We therefore remand the issue of increased damages under 35 U.S.C. § 284 to the district court for reconsideration in light of our present holding on this appeal that Pegasus’ infringement was willful. See generally The American Original Corp. v. Jenkins, 774 F.2d 459, 464-466 (Fed.Cir.1985); King Instrument Corp. v. Otari, 767 F.2d 853, 226 USPQ 402 (Fed.Cir.1985); Rosemount, Inc. v.

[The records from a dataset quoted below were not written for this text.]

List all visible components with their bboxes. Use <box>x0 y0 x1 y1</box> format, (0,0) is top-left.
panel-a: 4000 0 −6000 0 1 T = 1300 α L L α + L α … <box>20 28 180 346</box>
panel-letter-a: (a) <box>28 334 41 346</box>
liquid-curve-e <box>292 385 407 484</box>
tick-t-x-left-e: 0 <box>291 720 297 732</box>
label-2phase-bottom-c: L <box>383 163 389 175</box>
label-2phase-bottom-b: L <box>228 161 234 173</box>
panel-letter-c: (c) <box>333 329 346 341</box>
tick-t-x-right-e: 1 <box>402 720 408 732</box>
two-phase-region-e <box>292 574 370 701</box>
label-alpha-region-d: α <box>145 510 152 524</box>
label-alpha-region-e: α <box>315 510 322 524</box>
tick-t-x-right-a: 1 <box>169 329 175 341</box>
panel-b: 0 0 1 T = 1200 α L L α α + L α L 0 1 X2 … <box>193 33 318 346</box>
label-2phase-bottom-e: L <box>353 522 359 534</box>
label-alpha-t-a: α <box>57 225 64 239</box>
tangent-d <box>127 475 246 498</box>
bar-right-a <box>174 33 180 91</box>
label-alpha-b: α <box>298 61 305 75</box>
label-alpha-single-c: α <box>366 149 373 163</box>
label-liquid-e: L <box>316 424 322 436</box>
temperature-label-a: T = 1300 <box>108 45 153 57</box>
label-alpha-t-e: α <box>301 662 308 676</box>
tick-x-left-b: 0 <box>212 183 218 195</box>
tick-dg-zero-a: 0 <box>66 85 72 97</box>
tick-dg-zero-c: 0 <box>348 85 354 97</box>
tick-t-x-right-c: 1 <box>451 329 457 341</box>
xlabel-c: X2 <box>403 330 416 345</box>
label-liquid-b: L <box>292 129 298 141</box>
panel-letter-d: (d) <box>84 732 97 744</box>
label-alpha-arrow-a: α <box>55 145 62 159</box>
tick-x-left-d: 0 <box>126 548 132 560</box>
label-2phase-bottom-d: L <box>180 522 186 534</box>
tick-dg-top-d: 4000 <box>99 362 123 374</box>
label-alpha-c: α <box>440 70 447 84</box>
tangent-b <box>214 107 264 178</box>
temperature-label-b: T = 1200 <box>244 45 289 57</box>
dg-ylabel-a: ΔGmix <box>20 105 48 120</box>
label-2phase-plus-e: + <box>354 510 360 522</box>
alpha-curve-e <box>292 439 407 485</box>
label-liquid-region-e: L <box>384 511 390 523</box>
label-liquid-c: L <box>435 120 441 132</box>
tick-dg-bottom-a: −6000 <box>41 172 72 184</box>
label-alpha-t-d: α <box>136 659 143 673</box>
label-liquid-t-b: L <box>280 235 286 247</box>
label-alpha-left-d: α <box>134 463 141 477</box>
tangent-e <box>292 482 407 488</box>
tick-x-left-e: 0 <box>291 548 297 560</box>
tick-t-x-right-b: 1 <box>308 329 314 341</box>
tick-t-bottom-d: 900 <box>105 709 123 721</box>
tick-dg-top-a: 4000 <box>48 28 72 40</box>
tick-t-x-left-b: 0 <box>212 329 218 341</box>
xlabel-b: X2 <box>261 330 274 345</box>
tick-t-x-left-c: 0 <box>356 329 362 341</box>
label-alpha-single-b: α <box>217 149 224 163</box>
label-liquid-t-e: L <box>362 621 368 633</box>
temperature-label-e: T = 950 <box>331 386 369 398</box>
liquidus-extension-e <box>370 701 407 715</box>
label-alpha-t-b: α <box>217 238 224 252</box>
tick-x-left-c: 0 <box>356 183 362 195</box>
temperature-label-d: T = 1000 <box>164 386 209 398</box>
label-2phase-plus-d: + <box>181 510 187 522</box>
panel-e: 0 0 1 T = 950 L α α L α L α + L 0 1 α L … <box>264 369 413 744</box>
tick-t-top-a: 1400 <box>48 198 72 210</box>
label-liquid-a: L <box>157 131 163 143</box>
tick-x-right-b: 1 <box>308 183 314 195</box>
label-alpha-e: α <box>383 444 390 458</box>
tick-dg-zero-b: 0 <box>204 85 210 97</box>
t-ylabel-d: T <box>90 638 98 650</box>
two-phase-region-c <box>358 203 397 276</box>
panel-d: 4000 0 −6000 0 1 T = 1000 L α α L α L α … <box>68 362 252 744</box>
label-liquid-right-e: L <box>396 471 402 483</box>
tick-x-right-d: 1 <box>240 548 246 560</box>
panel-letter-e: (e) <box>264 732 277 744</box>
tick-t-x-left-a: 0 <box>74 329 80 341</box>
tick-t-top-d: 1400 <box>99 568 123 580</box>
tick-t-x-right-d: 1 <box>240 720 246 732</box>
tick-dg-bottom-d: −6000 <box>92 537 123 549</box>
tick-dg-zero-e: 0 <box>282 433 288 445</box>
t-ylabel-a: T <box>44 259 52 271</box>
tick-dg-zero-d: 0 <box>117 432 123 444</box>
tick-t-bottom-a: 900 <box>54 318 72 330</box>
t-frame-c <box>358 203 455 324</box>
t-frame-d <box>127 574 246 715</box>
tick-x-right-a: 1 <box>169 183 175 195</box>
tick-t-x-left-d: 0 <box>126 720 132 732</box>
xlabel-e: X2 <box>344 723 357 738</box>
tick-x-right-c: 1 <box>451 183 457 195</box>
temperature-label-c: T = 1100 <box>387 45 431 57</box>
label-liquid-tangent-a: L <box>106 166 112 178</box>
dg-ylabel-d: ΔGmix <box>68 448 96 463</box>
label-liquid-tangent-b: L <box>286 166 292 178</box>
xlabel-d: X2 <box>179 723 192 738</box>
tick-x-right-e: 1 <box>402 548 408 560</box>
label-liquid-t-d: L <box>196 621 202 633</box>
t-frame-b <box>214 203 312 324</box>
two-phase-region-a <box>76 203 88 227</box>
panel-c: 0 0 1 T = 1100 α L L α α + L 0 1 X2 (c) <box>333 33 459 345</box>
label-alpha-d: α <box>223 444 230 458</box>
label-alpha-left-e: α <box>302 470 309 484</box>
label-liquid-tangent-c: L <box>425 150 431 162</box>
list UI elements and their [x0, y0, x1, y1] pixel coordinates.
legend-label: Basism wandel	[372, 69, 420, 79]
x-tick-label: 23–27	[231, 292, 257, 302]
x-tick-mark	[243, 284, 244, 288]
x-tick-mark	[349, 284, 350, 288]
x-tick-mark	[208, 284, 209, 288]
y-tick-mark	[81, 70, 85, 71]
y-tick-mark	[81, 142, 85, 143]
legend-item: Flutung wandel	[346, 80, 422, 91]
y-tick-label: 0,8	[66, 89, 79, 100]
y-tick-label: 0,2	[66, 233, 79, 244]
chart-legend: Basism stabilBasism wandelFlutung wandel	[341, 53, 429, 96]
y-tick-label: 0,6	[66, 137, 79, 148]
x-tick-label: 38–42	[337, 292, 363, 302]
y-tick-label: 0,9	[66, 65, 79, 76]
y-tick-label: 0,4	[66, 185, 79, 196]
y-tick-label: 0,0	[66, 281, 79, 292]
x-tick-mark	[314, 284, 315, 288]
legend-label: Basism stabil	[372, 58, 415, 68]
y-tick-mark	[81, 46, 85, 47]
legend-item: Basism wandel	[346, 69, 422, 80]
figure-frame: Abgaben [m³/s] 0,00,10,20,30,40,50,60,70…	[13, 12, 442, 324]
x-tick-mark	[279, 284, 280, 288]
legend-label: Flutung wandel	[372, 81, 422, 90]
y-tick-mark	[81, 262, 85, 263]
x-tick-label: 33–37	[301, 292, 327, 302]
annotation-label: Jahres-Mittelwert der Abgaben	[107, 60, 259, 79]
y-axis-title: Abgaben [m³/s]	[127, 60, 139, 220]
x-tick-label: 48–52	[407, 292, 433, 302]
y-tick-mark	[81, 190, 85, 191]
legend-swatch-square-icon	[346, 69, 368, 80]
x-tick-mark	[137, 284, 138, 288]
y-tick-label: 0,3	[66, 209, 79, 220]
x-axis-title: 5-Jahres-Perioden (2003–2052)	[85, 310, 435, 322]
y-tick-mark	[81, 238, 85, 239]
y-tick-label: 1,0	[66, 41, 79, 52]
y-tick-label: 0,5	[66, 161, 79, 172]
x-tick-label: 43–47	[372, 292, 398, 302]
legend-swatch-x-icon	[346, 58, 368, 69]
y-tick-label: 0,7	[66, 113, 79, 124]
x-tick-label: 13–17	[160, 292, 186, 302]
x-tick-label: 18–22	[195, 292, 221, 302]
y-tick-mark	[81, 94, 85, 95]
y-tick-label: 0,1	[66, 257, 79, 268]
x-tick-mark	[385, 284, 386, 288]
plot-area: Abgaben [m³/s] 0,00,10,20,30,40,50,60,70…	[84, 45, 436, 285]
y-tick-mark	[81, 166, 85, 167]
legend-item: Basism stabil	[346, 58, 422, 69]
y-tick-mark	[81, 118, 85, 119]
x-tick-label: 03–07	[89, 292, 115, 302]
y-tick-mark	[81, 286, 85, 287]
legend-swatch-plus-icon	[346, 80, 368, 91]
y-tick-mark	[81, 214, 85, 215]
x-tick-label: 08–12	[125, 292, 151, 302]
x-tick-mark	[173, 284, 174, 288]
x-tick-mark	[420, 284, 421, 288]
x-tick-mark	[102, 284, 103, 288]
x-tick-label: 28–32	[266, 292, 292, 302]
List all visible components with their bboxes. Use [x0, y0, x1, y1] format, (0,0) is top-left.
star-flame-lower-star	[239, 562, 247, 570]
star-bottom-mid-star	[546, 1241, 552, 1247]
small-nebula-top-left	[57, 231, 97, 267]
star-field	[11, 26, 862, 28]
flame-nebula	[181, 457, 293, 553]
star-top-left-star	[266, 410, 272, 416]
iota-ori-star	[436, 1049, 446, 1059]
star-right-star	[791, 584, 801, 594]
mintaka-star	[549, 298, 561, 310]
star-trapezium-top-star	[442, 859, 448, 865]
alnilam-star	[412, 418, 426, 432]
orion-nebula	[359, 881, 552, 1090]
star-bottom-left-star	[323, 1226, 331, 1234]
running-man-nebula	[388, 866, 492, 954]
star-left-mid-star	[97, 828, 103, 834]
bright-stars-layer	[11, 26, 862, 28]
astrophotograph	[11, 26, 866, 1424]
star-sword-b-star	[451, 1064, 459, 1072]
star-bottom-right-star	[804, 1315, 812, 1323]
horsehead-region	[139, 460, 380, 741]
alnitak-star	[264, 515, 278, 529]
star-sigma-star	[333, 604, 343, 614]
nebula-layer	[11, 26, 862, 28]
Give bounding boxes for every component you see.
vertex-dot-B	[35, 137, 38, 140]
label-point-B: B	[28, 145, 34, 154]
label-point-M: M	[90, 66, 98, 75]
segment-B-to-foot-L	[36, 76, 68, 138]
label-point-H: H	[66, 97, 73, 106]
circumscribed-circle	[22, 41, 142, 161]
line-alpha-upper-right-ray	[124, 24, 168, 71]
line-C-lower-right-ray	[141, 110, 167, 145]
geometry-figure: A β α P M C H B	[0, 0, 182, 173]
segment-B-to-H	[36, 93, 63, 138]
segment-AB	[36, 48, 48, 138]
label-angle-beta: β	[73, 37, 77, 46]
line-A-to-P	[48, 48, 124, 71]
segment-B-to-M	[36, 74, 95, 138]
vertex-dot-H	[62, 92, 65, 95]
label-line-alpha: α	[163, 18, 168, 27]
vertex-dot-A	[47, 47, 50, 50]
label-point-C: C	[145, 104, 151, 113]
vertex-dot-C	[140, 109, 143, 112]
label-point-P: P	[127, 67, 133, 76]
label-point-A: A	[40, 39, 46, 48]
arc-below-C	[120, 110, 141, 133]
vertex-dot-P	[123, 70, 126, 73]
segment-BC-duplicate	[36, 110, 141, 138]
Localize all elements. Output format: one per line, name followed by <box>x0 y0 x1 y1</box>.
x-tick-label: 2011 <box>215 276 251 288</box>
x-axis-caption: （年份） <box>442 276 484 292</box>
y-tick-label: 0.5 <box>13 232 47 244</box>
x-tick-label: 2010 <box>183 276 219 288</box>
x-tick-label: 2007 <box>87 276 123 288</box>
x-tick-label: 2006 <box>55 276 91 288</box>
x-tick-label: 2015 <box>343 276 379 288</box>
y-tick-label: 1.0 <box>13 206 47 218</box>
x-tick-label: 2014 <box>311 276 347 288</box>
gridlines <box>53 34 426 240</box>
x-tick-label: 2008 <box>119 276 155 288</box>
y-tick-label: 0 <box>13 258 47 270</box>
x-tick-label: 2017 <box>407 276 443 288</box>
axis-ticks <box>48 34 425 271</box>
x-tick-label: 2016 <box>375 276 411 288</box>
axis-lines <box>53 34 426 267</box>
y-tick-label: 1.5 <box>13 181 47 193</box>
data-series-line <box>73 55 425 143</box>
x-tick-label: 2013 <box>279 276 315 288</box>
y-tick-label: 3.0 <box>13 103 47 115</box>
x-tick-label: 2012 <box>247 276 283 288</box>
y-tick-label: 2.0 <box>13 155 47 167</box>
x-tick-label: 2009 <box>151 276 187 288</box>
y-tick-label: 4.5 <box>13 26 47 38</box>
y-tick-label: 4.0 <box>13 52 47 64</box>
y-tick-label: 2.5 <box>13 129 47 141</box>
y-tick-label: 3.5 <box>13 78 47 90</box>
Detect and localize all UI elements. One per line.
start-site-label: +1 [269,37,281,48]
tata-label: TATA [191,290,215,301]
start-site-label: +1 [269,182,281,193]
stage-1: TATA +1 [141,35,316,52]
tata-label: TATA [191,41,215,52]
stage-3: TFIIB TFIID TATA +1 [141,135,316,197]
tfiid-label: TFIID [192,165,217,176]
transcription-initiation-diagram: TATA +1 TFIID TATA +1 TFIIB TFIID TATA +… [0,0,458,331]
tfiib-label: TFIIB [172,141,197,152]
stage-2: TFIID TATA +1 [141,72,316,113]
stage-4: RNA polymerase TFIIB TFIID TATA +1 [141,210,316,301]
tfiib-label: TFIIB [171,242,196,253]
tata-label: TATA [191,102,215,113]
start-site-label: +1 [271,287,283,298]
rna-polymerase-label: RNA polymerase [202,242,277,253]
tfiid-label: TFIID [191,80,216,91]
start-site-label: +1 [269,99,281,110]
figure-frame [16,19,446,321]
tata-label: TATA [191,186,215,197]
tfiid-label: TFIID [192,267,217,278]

Beckman Industries, Inc., 727 F.2d 1540, 221 USPQ 1 (Fed.Cir.1984); Underwater Devices, supra, 717 F.2d 1380, 219 USPQ 569.
(b) Attorney Fees
The district court made no determination of whether the case sub judice is an “exceptional case” warranting an award of attorney fees under 35 U.S.C. § 285. We therefore include that question in our remand.
Conclusion
The portion of the judgment and the injunction appealed from in appeal No. 84-866 is affirmed.
[1016]*1016The denial of the Rule 60(b) motion appealed from in appeal No. 84-880 is affirmed.
The judgment appealed from in appeal No. 84-972 is reversed and the issues of increased damages and attorney fees are remanded.
AFFIRMED-IN-PART, REVERSED AND REMANDED-IN-PART.